Nov 15

I’m a web developer and photographer, and I’m moving to Leopard full-time after a week of testing on my PowerMac G5. My critical apps that work with 10.5:

Have you moved to 10.5? Waiting for an app to be Leopardized?

Nov 14

Apple updated Aperture to version 1.5.6 on October 26th.

Besides stability tweaks and modifications to make Aperture work smoothly with OS X 10.5 “Leopard”, changes include compatibility improvements with iPhoto, iLife Media Browser and with reliability when recovering an Aperture Library from a Vault.

Run Software Update to get the update.

Nov 11

If you add a To Do item when offline, Mail.app might crash repeatedly when you go online, with no way out of the crashing loop (!).

I found the solution to this nasty Mail.app crash here.

Start Terminal application: it’s in Applications/Utitlities/ folder. In the following, do not type the quotes, just type what’s in the quotes.

Go to ~/Library/Mail/IMAP-email_address@mailserver/.OfflineCache like this

"cd ~/Library/Mail/IMAP-email_address@mailserver/.OfflineCache

and list the contents like this

"ls -al

Then delete all the files with numbers, like this

"rm 1

WARNING: this worked for me. If you’re not comfortable with any of this, don’t do it. Back up the .OfflineCache folder first if you’re uncomfortable, but brave.

Nov 02

OS X has never had a mouse tracking setting I can use with any accuracy. Leopard’s no different.

I don’t remember pre-10.2 or OS 9, but certainly with OS 10.2 and newer I’ve turned to IntelliPoint 6.22 For Mac. I use MS mice so there’s no problems with hardware/driver compatibility.

So what’s my problem? It’s the rate of acceleration the Apple driver gets all wrong. It’s like it has two speeds, slow and fast. You move the mouse very slowly — no problem. Move it quickly — no problem. But going through the mathematical line that separates these two states causes a jump in cursor speed akin to a Dodge Charger 440 launching on a 1/4-mile run.

No amount of fiddling with tracking speed in the OS X Preference Pane helps.

And — just as annoyingly — it works the same way when slowing. The MS mouse driver has a much more linear speedup, and it makes for faster mousing.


== Directions for this task ==
Return the data below unchanged, without images.

Figure content listings
- - - - -

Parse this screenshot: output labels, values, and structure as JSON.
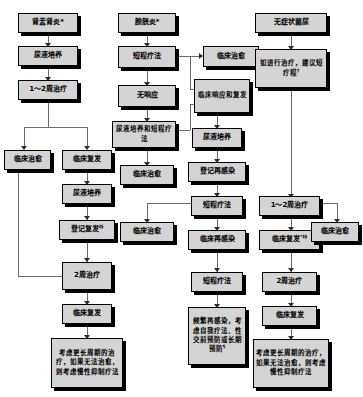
{
  "diagram": {
    "type": "flowchart",
    "title": "",
    "columns": [
      {
        "id": "pyelonephritis",
        "header": "肾盂肾炎*"
      },
      {
        "id": "cystitis",
        "header": "膀胱炎*"
      },
      {
        "id": "asymptomatic",
        "header": "无症状菌尿"
      }
    ],
    "nodes": {
      "n1": {
        "label": "肾盂肾炎*"
      },
      "n2": {
        "label": "尿液培养"
      },
      "n3": {
        "label": "1～2周治疗"
      },
      "n4": {
        "label": "临床治愈"
      },
      "n5": {
        "label": "临床复发"
      },
      "n6": {
        "label": "尿液培养"
      },
      "n7": {
        "label": "登记复发",
        "sup": "‡§"
      },
      "n8": {
        "label": "2周治疗"
      },
      "n9": {
        "label": "临床复发"
      },
      "n10": {
        "label": "考虑更长周期的治疗，如果无法治愈，则考虑慢性抑制疗法"
      },
      "m1": {
        "label": "膀胱炎*"
      },
      "m2": {
        "label": "短程疗法"
      },
      "m3": {
        "label": "临床治愈"
      },
      "m4": {
        "label": "临床响应和复发"
      },
      "m5": {
        "label": "无响应"
      },
      "m6": {
        "label": "尿液培养和短程疗法"
      },
      "m7": {
        "label": "临床治愈"
      },
      "m8": {
        "label": "尿液培养"
      },
      "m9": {
        "label": "登记再感染"
      },
      "m10": {
        "label": "短程疗法"
      },
      "m11": {
        "label": "临床治愈"
      },
      "m12": {
        "label": "临床再感染"
      },
      "m13": {
        "label": "短程疗法"
      },
      "m14": {
        "label": "频繁再感染，考虑自我疗法、性交前预防或长期预防",
        "sup": "¶"
      },
      "r1": {
        "label": "无症状菌尿"
      },
      "r2": {
        "label": "如进行治疗，建议短疗程",
        "sup": "†"
      },
      "r3": {
        "label": "1～2周治疗"
      },
      "r4": {
        "label": "临床复发",
        "sup": "*‡§"
      },
      "r5": {
        "label": "临床治愈"
      },
      "r6": {
        "label": "2周治疗"
      },
      "r7": {
        "label": "临床复发"
      },
      "r8": {
        "label": "考虑更长周期的治疗，如果无法治愈，则考虑慢性抑制疗法"
      }
    },
    "colors": {
      "node_fill": "#d4d4d4",
      "node_border": "#000000",
      "shadow": "#000000",
      "edge": "#6b6b6b",
      "text": "#000000",
      "background": "#ffffff"
    }
  }
}
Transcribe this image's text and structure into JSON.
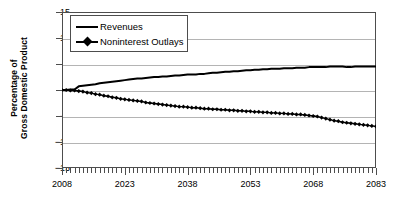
{
  "chart_data": {
    "type": "line",
    "title": "",
    "xlabel": "",
    "ylabel": "Percentage of Gross Domestic Product",
    "ylabel_lines": [
      "Percentage of",
      "Gross Domestic Product"
    ],
    "xlim": [
      2008,
      2083
    ],
    "ylim": [
      -15,
      15
    ],
    "yticks": [
      15,
      10,
      5,
      0,
      -5,
      -10,
      -15
    ],
    "ytick_labels": [
      "15",
      "10",
      "5",
      "0",
      "−5",
      "−10",
      "−15"
    ],
    "xticks": [
      2008,
      2023,
      2038,
      2053,
      2068,
      2083
    ],
    "xtick_labels": [
      "2008",
      "2023",
      "2038",
      "2053",
      "2068",
      "2083"
    ],
    "grid": true,
    "legend_position": "upper-left",
    "series": [
      {
        "name": "Revenues",
        "marker": "none",
        "color": "#000000",
        "x": [
          2008,
          2009,
          2010,
          2011,
          2012,
          2013,
          2014,
          2015,
          2016,
          2017,
          2018,
          2019,
          2020,
          2021,
          2022,
          2023,
          2024,
          2025,
          2026,
          2027,
          2028,
          2029,
          2030,
          2031,
          2032,
          2033,
          2034,
          2035,
          2036,
          2037,
          2038,
          2039,
          2040,
          2041,
          2042,
          2043,
          2044,
          2045,
          2046,
          2047,
          2048,
          2049,
          2050,
          2051,
          2052,
          2053,
          2054,
          2055,
          2056,
          2057,
          2058,
          2059,
          2060,
          2061,
          2062,
          2063,
          2064,
          2065,
          2066,
          2067,
          2068,
          2069,
          2070,
          2071,
          2072,
          2073,
          2074,
          2075,
          2076,
          2077,
          2078,
          2079,
          2080,
          2081,
          2082,
          2083
        ],
        "values": [
          0.0,
          0.0,
          0.1,
          0.1,
          0.7,
          0.8,
          0.9,
          1.0,
          1.1,
          1.3,
          1.4,
          1.5,
          1.6,
          1.7,
          1.8,
          1.9,
          2.0,
          2.1,
          2.2,
          2.2,
          2.3,
          2.4,
          2.5,
          2.5,
          2.6,
          2.6,
          2.7,
          2.8,
          2.8,
          2.9,
          3.0,
          3.0,
          3.0,
          3.1,
          3.1,
          3.2,
          3.3,
          3.3,
          3.4,
          3.5,
          3.5,
          3.6,
          3.6,
          3.7,
          3.8,
          3.8,
          3.9,
          3.9,
          4.0,
          4.0,
          4.1,
          4.1,
          4.1,
          4.2,
          4.2,
          4.2,
          4.3,
          4.3,
          4.3,
          4.4,
          4.4,
          4.4,
          4.4,
          4.4,
          4.5,
          4.5,
          4.5,
          4.5,
          4.4,
          4.4,
          4.5,
          4.5,
          4.5,
          4.5,
          4.5,
          4.5
        ]
      },
      {
        "name": "Noninterest Outlays",
        "marker": "diamond",
        "color": "#000000",
        "x": [
          2008,
          2009,
          2010,
          2011,
          2012,
          2013,
          2014,
          2015,
          2016,
          2017,
          2018,
          2019,
          2020,
          2021,
          2022,
          2023,
          2024,
          2025,
          2026,
          2027,
          2028,
          2029,
          2030,
          2031,
          2032,
          2033,
          2034,
          2035,
          2036,
          2037,
          2038,
          2039,
          2040,
          2041,
          2042,
          2043,
          2044,
          2045,
          2046,
          2047,
          2048,
          2049,
          2050,
          2051,
          2052,
          2053,
          2054,
          2055,
          2056,
          2057,
          2058,
          2059,
          2060,
          2061,
          2062,
          2063,
          2064,
          2065,
          2066,
          2067,
          2068,
          2069,
          2070,
          2071,
          2072,
          2073,
          2074,
          2075,
          2076,
          2077,
          2078,
          2079,
          2080,
          2081,
          2082,
          2083
        ],
        "values": [
          0.0,
          0.0,
          -0.1,
          -0.1,
          -0.2,
          -0.3,
          -0.5,
          -0.6,
          -0.8,
          -0.9,
          -1.1,
          -1.2,
          -1.4,
          -1.5,
          -1.7,
          -1.8,
          -1.9,
          -2.0,
          -2.1,
          -2.2,
          -2.4,
          -2.5,
          -2.6,
          -2.7,
          -2.8,
          -2.9,
          -3.0,
          -3.1,
          -3.2,
          -3.2,
          -3.3,
          -3.4,
          -3.4,
          -3.5,
          -3.6,
          -3.6,
          -3.7,
          -3.7,
          -3.8,
          -3.8,
          -3.9,
          -3.9,
          -4.0,
          -4.0,
          -4.1,
          -4.1,
          -4.2,
          -4.2,
          -4.3,
          -4.3,
          -4.4,
          -4.4,
          -4.5,
          -4.5,
          -4.6,
          -4.6,
          -4.7,
          -4.7,
          -4.8,
          -4.9,
          -5.0,
          -5.1,
          -5.3,
          -5.5,
          -5.7,
          -5.9,
          -6.0,
          -6.2,
          -6.3,
          -6.4,
          -6.5,
          -6.6,
          -6.7,
          -6.8,
          -6.9,
          -7.0
        ]
      }
    ]
  },
  "legend": {
    "items": [
      {
        "label": "Revenues"
      },
      {
        "label": "Noninterest Outlays"
      }
    ]
  }
}
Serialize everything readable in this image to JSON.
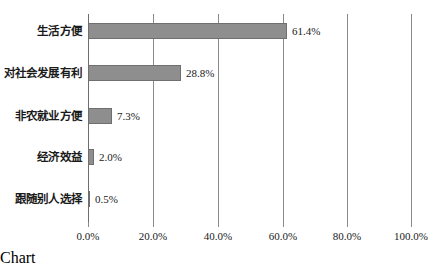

- - - - -

== Task solution ==
Parse this screenshot: output labels, values, and structure as JSON.
{
  "diagram": {
    "type": "flowchart",
    "title": "",
    "columns": [
      {
        "id": "pyelonephritis",
        "header": "肾盂肾炎*"
      },
      {
        "id": "cystitis",
        "header": "膀胱炎*"
      },
      {
        "id": "asymptomatic",
        "header": "无症状菌尿"
      }
    ],
    "nodes": {
      "n1": {
        "label": "肾盂肾炎*"
      },
      "n2": {
        "label": "尿液培养"
      },
      "n3": {
        "label": "1～2周治疗"
      },
      "n4": {
        "label": "临床治愈"
      },
      "n5": {
        "label": "临床复发"
      },
      "n6": {
        "label": "尿液培养"
      },
      "n7": {
        "label": "登记复发",
        "sup": "‡§"
      },
      "n8": {
        "label": "2周治疗"
      },
      "n9": {
        "label": "临床复发"
      },
      "n10": {
        "label": "考虑更长周期的治疗，如果无法治愈，则考虑慢性抑制疗法"
      },
      "m1": {
        "label": "膀胱炎*"
      },
      "m2": {
        "label": "短程疗法"
      },
      "m3": {
        "label": "临床治愈"
      },
      "m4": {
        "label": "临床响应和复发"
      },
      "m5": {
        "label": "无响应"
      },
      "m6": {
        "label": "尿液培养和短程疗法"
      },
      "m7": {
        "label": "临床治愈"
      },
      "m8": {
        "label": "尿液培养"
      },
      "m9": {
        "label": "登记再感染"
      },
      "m10": {
        "label": "短程疗法"
      },
      "m11": {
        "label": "临床治愈"
      },
      "m12": {
        "label": "临床再感染"
      },
      "m13": {
        "label": "短程疗法"
      },
      "m14": {
        "label": "频繁再感染，考虑自我疗法、性交前预防或长期预防",
        "sup": "¶"
      },
      "r1": {
        "label": "无症状菌尿"
      },
      "r2": {
        "label": "如进行治疗，建议短疗程",
        "sup": "†"
      },
      "r3": {
        "label": "1～2周治疗"
      },
      "r4": {
        "label": "临床复发",
        "sup": "*‡§"
      },
      "r5": {
        "label": "临床治愈"
      },
      "r6": {
        "label": "2周治疗"
      },
      "r7": {
        "label": "临床复发"
      },
      "r8": {
        "label": "考虑更长周期的治疗，如果无法治愈，则考虑慢性抑制疗法"
      }
    },
    "colors": {
      "node_fill": "#d4d4d4",
      "node_border": "#000000",
      "shadow": "#000000",
      "edge": "#6b6b6b",
      "text": "#000000",
      "background": "#ffffff"
    }
  }
}
Transcribe this image's text and structure into JSON.
{
  "chart_data": {
    "type": "line",
    "title": "",
    "xlabel": "",
    "ylabel": "Percentage of Gross Domestic Product",
    "ylabel_lines": [
      "Percentage of",
      "Gross Domestic Product"
    ],
    "xlim": [
      2008,
      2083
    ],
    "ylim": [
      -15,
      15
    ],
    "yticks": [
      15,
      10,
      5,
      0,
      -5,
      -10,
      -15
    ],
    "ytick_labels": [
      "15",
      "10",
      "5",
      "0",
      "−5",
      "−10",
      "−15"
    ],
    "xticks": [
      2008,
      2023,
      2038,
      2053,
      2068,
      2083
    ],
    "xtick_labels": [
      "2008",
      "2023",
      "2038",
      "2053",
      "2068",
      "2083"
    ],
    "grid": true,
    "legend_position": "upper-left",
    "series": [
      {
        "name": "Revenues",
        "marker": "none",
        "color": "#000000",
        "x": [
          2008,
          2009,
          2010,
          2011,
          2012,
          2013,
          2014,
          2015,
          2016,
          2017,
          2018,
          2019,
          2020,
          2021,
          2022,
          2023,
          2024,
          2025,
          2026,
          2027,
          2028,
          2029,
          2030,
          2031,
          2032,
          2033,
          2034,
          2035,
          2036,
          2037,
          2038,
          2039,
          2040,
          2041,
          2042,
          2043,
          2044,
          2045,
          2046,
          2047,
          2048,
          2049,
          2050,
          2051,
          2052,
          2053,
          2054,
          2055,
          2056,
          2057,
          2058,
          2059,
          2060,
          2061,
          2062,
          2063,
          2064,
          2065,
          2066,
          2067,
          2068,
          2069,
          2070,
          2071,
          2072,
          2073,
          2074,
          2075,
          2076,
          2077,
          2078,
          2079,
          2080,
          2081,
          2082,
          2083
        ],
        "values": [
          0.0,
          0.0,
          0.1,
          0.1,
          0.7,
          0.8,
          0.9,
          1.0,
          1.1,
          1.3,
          1.4,
          1.5,
          1.6,
          1.7,
          1.8,
          1.9,
          2.0,
          2.1,
          2.2,
          2.2,
          2.3,
          2.4,
          2.5,
          2.5,
          2.6,
          2.6,
          2.7,
          2.8,
          2.8,
          2.9,
          3.0,
          3.0,
          3.0,
          3.1,
          3.1,
          3.2,
          3.3,
          3.3,
          3.4,
          3.5,
          3.5,
          3.6,
          3.6,
          3.7,
          3.8,
          3.8,
          3.9,
          3.9,
          4.0,
          4.0,
          4.1,
          4.1,
          4.1,
          4.2,
          4.2,
          4.2,
          4.3,
          4.3,
          4.3,
          4.4,
          4.4,
          4.4,
          4.4,
          4.4,
          4.5,
          4.5,
          4.5,
          4.5,
          4.4,
          4.4,
          4.5,
          4.5,
          4.5,
          4.5,
          4.5,
          4.5
        ]
      },
      {
        "name": "Noninterest Outlays",
        "marker": "diamond",
        "color": "#000000",
        "x": [
          2008,
          2009,
          2010,
          2011,
          2012,
          2013,
          2014,
          2015,
          2016,
          2017,
          2018,
          2019,
          2020,
          2021,
          2022,
          2023,
          2024,
          2025,
          2026,
          2027,
          2028,
          2029,
          2030,
          2031,
          2032,
          2033,
          2034,
          2035,
          2036,
          2037,
          2038,
          2039,
          2040,
          2041,
          2042,
          2043,
          2044,
          2045,
          2046,
          2047,
          2048,
          2049,
          2050,
          2051,
          2052,
          2053,
          2054,
          2055,
          2056,
          2057,
          2058,
          2059,
          2060,
          2061,
          2062,
          2063,
          2064,
          2065,
          2066,
          2067,
          2068,
          2069,
          2070,
          2071,
          2072,
          2073,
          2074,
          2075,
          2076,
          2077,
          2078,
          2079,
          2080,
          2081,
          2082,
          2083
        ],
        "values": [
          0.0,
          0.0,
          -0.1,
          -0.1,
          -0.2,
          -0.3,
          -0.5,
          -0.6,
          -0.8,
          -0.9,
          -1.1,
          -1.2,
          -1.4,
          -1.5,
          -1.7,
          -1.8,
          -1.9,
          -2.0,
          -2.1,
          -2.2,
          -2.4,
          -2.5,
          -2.6,
          -2.7,
          -2.8,
          -2.9,
          -3.0,
          -3.1,
          -3.2,
          -3.2,
          -3.3,
          -3.4,
          -3.4,
          -3.5,
          -3.6,
          -3.6,
          -3.7,
          -3.7,
          -3.8,
          -3.8,
          -3.9,
          -3.9,
          -4.0,
          -4.0,
          -4.1,
          -4.1,
          -4.2,
          -4.2,
          -4.3,
          -4.3,
          -4.4,
          -4.4,
          -4.5,
          -4.5,
          -4.6,
          -4.6,
          -4.7,
          -4.7,
          -4.8,
          -4.9,
          -5.0,
          -5.1,
          -5.3,
          -5.5,
          -5.7,
          -5.9,
          -6.0,
          -6.2,
          -6.3,
          -6.4,
          -6.5,
          -6.6,
          -6.7,
          -6.8,
          -6.9,
          -7.0
        ]
      }
    ]
  },
  "legend": {
    "items": [
      {
        "label": "Revenues"
      },
      {
        "label": "Noninterest Outlays"
      }
    ]
  }
}
Serialize everything readable in this image to JSON.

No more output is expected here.